GAs—to expand on the question if I may, do you guys think it’s possible for such a relationship to evolve into one that is committed?
I just went through this, and my answer would be No. The uncertainty caused me to remain at a distance and the relationship never gained depth, never progressed and ultimately disappeared.
Yes @ette_ I do. We may start out not wanting commitment but as we get to know the person better, our own circumstances or needs change, yes the status of a relationship can evolve and change. It depends on the people and their circumstances.
I should add, it does also depend on honesty. I have heard both men and women saying they don’t want commitment when they absolutely do but don’t want to scare the person they are interested off and that person doesn’t want commitment. In those cases, no. You have to be honest with yourself about what you want and whether the person you are with is in the same place. If either isn’t being honest, or is at a different place then no.
The only way to achieve this is to live in the moment and not worry about the future.
In my last relationship, I knew the girl well enough to know that it wouldn’t last. I loved her so I was hopeful but I knew better. I was insanely happy at times and insanely miserable at times with little middle ground. When I finally decided to get with her, I thought the timing was right and Iived with the moment but it eventually fell apart anyway. I think a person can be happy and unsure about a relationship but it takes away from it in the long run.
I’d say the biggest predictor of whether you will be happy in a relationship is whether you were happy before the relationship. Some of us are just better at being happy.
@6rant6 ga.
still—i would draw a distinction between ‘should i be in this relationship at all?’ and ‘will it last?’ it might never be possible to know a relationship will last, but sometimes you do know for sure that it won’t. you can still have a great in-the-meantime relationship.

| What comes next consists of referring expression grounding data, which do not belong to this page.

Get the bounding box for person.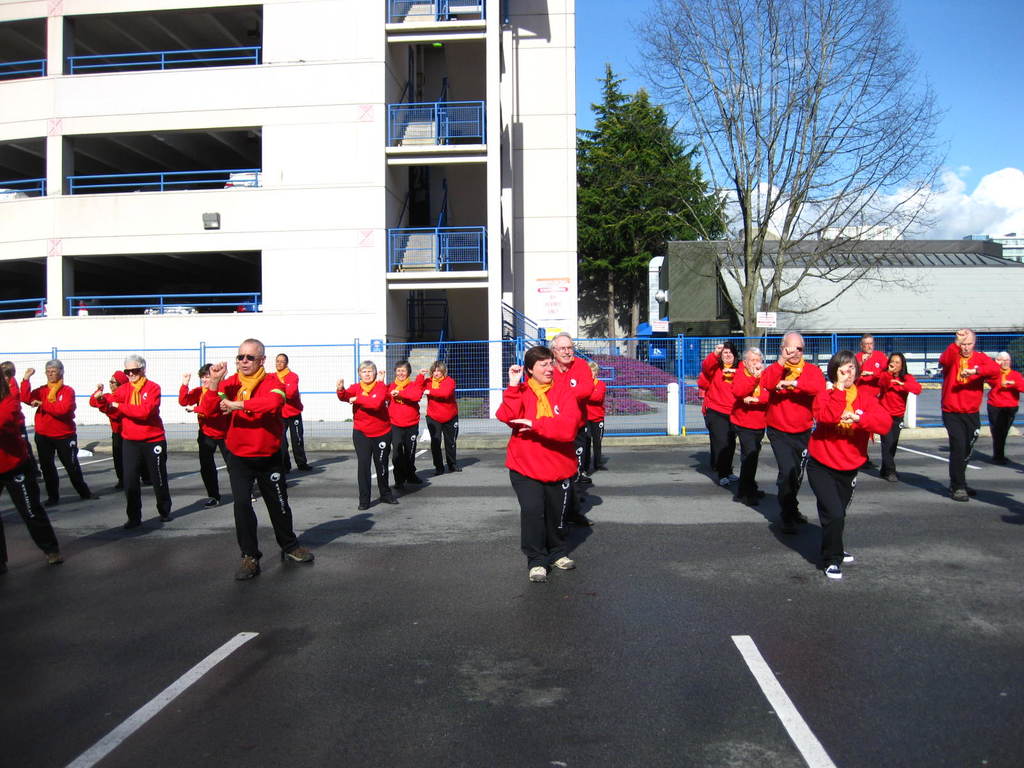
(697,339,742,492).
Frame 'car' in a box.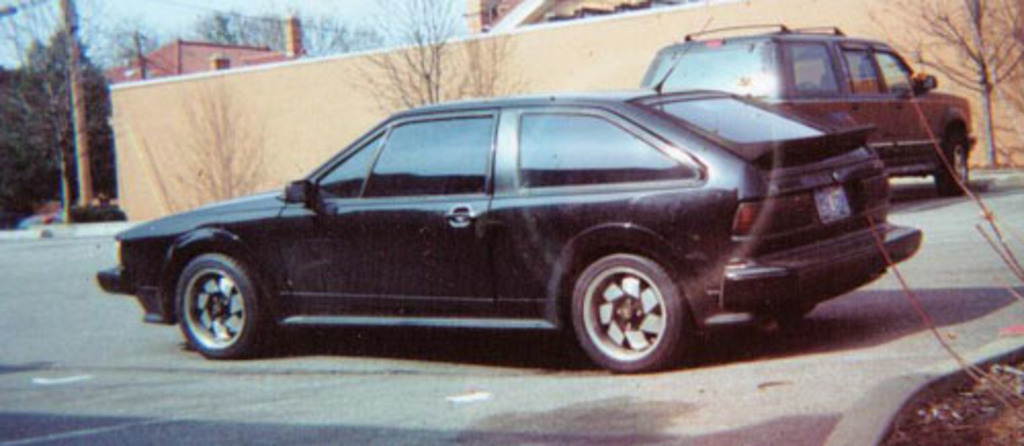
detection(96, 12, 928, 378).
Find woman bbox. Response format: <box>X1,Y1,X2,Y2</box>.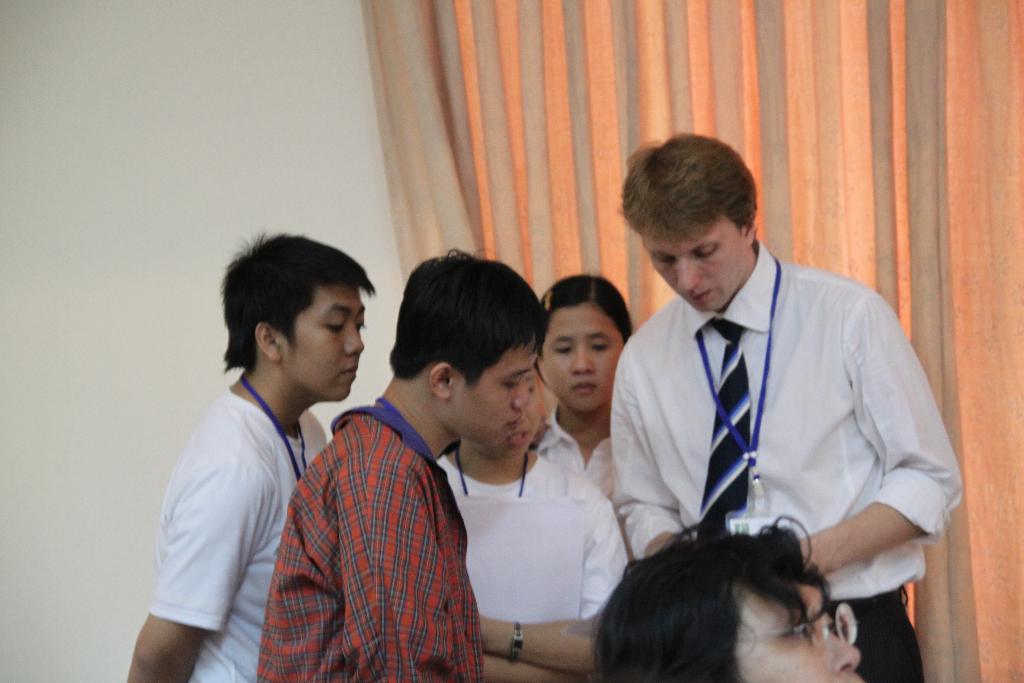
<box>534,267,636,505</box>.
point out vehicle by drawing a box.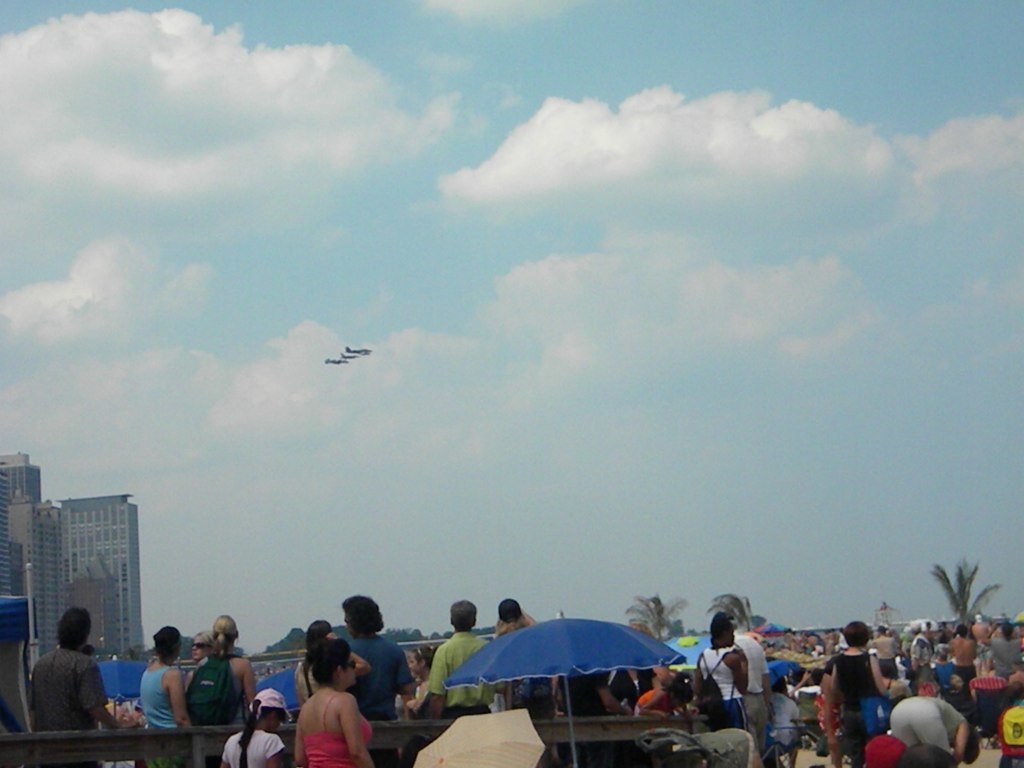
left=338, top=351, right=358, bottom=362.
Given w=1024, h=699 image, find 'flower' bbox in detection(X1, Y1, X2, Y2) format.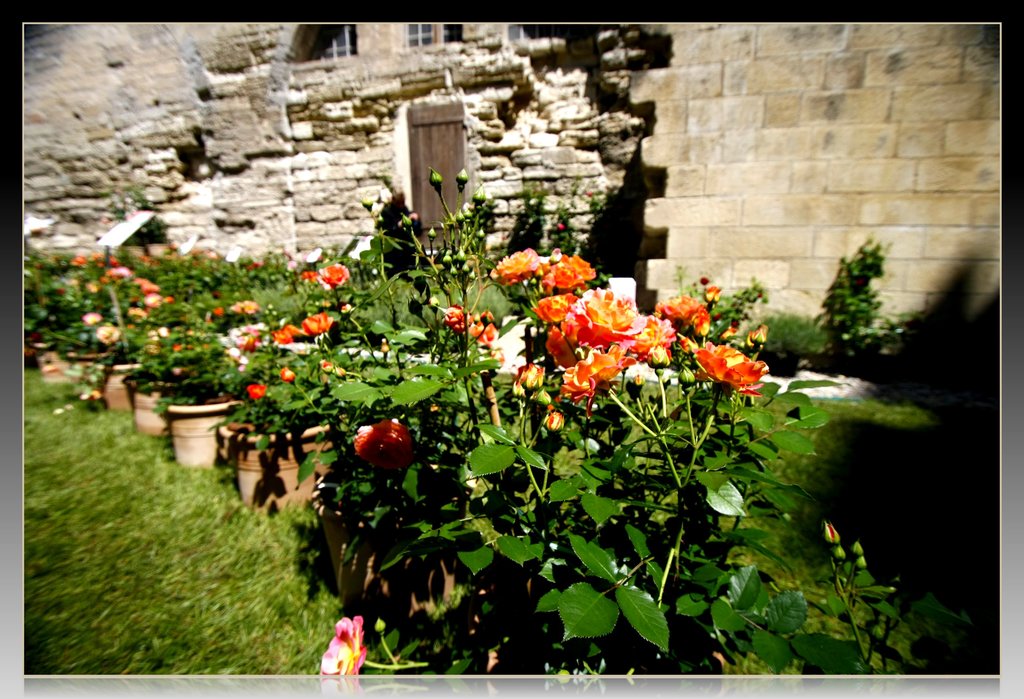
detection(320, 612, 369, 673).
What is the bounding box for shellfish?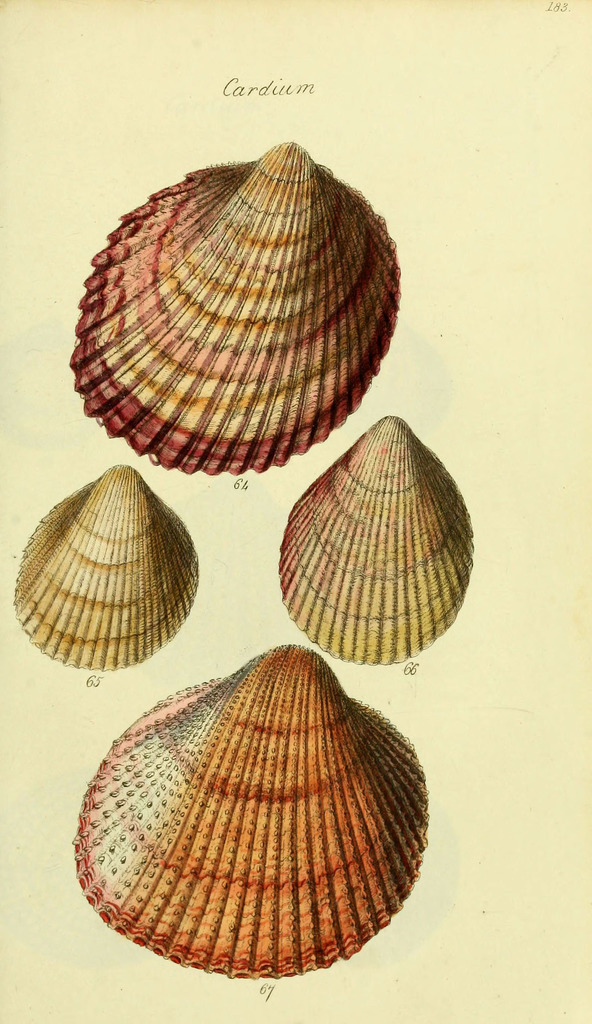
<region>281, 414, 476, 671</region>.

but if you doubt that you ought to be in it at all, how can you really be all the way in it? if you’re holding back, sustaining tension, feeling divided—it’s going to affect everything. i don’t see how that state of things is compatible with genuine happiness.
Anything is possible.
Do you have any specifics on why they are unsure currently?
Depends on what you mean by ‘not sure about the relationship’.

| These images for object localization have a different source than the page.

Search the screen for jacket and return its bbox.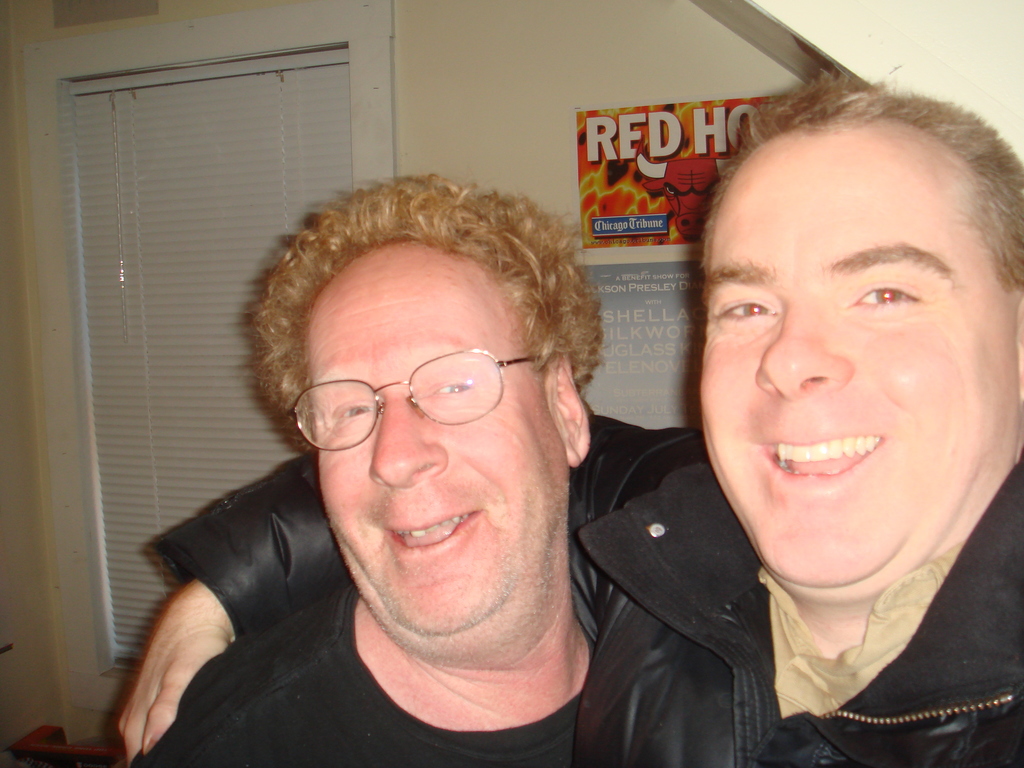
Found: left=147, top=422, right=1023, bottom=767.
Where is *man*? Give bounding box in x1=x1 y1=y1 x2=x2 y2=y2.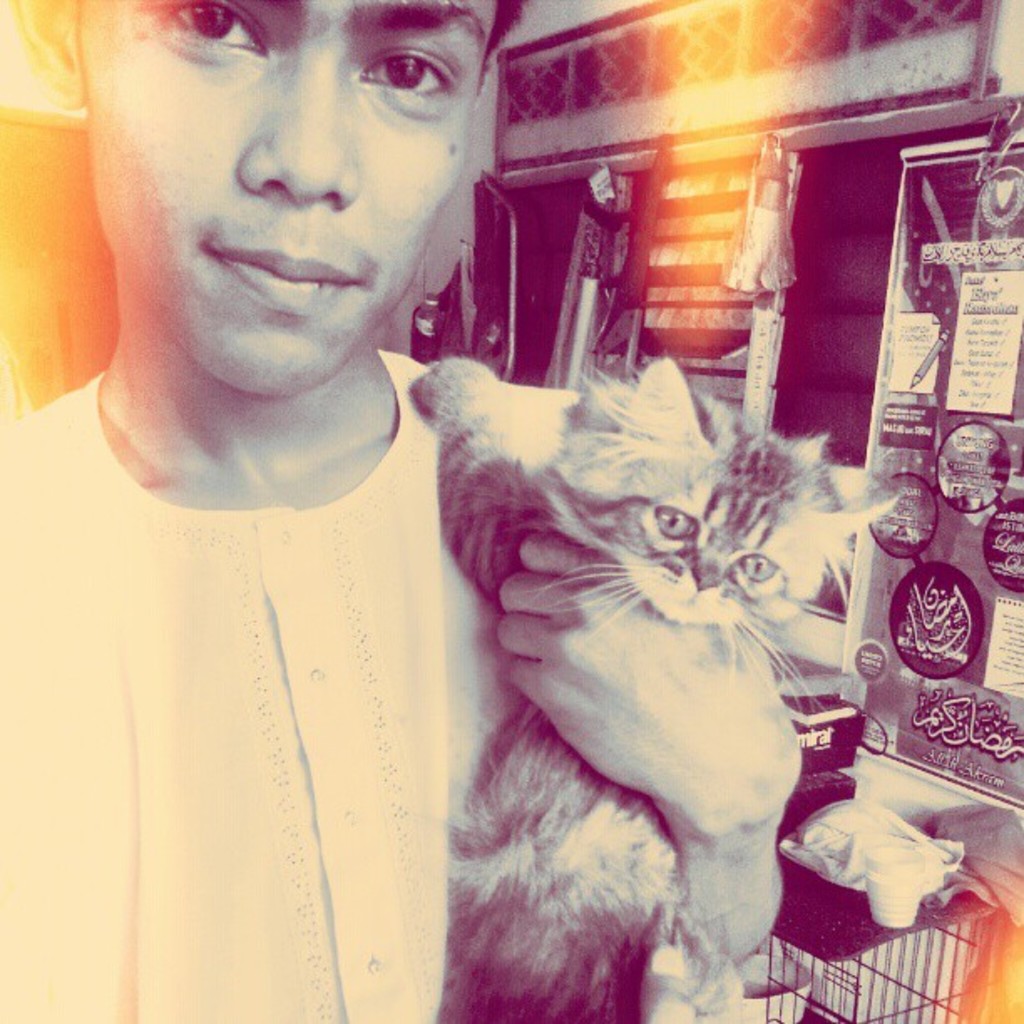
x1=65 y1=44 x2=822 y2=997.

@Jeruba I see it differently.
I think it’s difficult to predict where a relationship is headed. I mean really, how good are we at predicting where our individual lives are headed! But a relationship?

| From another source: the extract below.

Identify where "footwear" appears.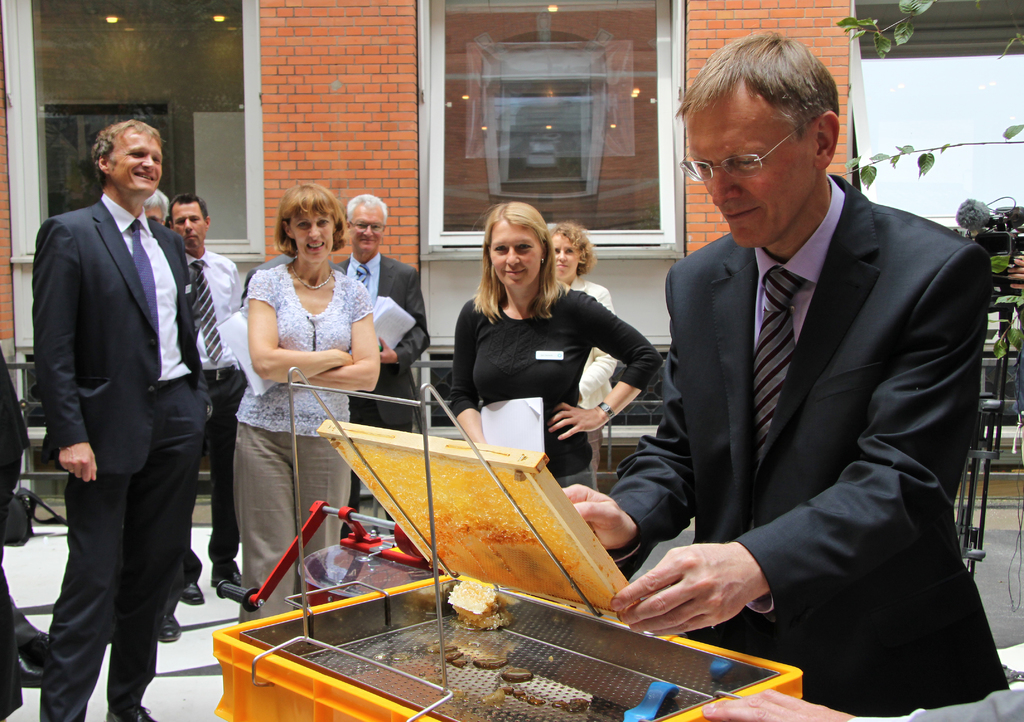
Appears at crop(179, 582, 205, 605).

So to me, if it’s not good now, fix it or go. If it is good, then you’ll just have to wait and see. You can’t know where it’s going.
I knew a couple who married with him wanting a family and her knowing she never wanted to have children. Ten years later they had three. I knew a couple who married despite religious differences – he Jewish, she Catholic. Ten years later, she converted so that they could take their children to Israel to see his parents. And she kept a kosher house after that – for herself not for him. I knew a player who’d been with (according to him) a thousand women. But he met and fell in love with a women (who already had kids) and he became a committed family man. I’ve known people who thought they were on the same track until one of them turned out to be on a tandem with someone else.
When OP says, “I’m not sure about it” I’m thinking things aren’t quite right. So I go back to rule 1: fix it or go. Otherwise, smile for the camera!